Daily Discipleship - Day 120: Fear God and Keep His Commandments
May 3, 2026
Daily Discipleship • Day 120 • Wednesday, August 26, 2026
Fear God and Keep His Commandments
Ecclesiastes 12:13-14
Pleasant Springs Church • ps-church.com
Ecclesiastes is the testimony of Qohelet, "the Preacher," written in the wisdom tradition associated with Solomon and preserved for Israelites who had to live ordinary lives in a world that did not always make moral sense. For eleven and a half chapters, the Preacher has stared at vapor — pleasure, work, wealth, wisdom — and named it all hevel. Then, at the last, the editor steps in. After every honest complaint has been logged, the book lands on two verbs and a coming court.

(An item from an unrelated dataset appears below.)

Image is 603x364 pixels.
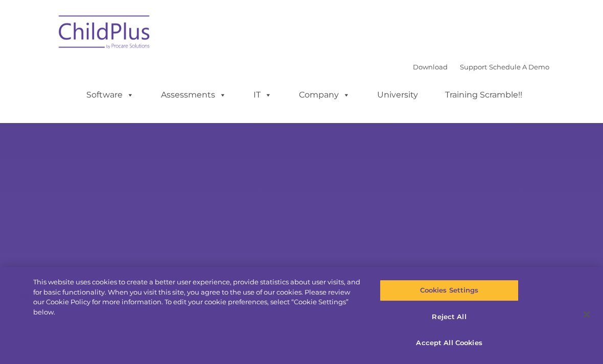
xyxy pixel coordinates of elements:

This is wisdom literature's last word to a people tempted to despair or to drift.
φοβοῦ
phobou · Greek (LXX)“fear (imperative)”
Phobou is the present middle imperative of phobeomai, "to fear." In biblical usage it ranges from terror to reverent awe, but the wisdom tradition gives it a particular shape: fear of God is not panic, it is the steady recognition that one is a creature standing before the Maker and Judge. The present tense matters — not a single tremor but an ongoing posture. To fear God is to live under his gaze without pretending you are not.
Pearcey's lifelong project has been to refuse the modern split between a private "upper story" of faith and values and a public "lower story" of facts and work. She argues that this two-story house is the chief idol of our age — we keep God in the attic and run the rest of life on borrowed assumptions. Ecclesiastes 12:14 takes a sledgehammer to the floor between the stories. Every deed, including every secret thing, will be brought into judgment. There is no lower story where God does not look.
That should land on a Christian as both threat and relief. Threat, because the parts of our lives we have walled off — the browser tab, the resentment, the way we speak when no one important is listening — are not walled off from God. Relief, because the parts of our lives we thought were too small to matter — the diapers, the spreadsheet, the kindness no one saw — are not too small for him either. Pearcey's point and Qohelet's point converge: a whole life lived before a whole God.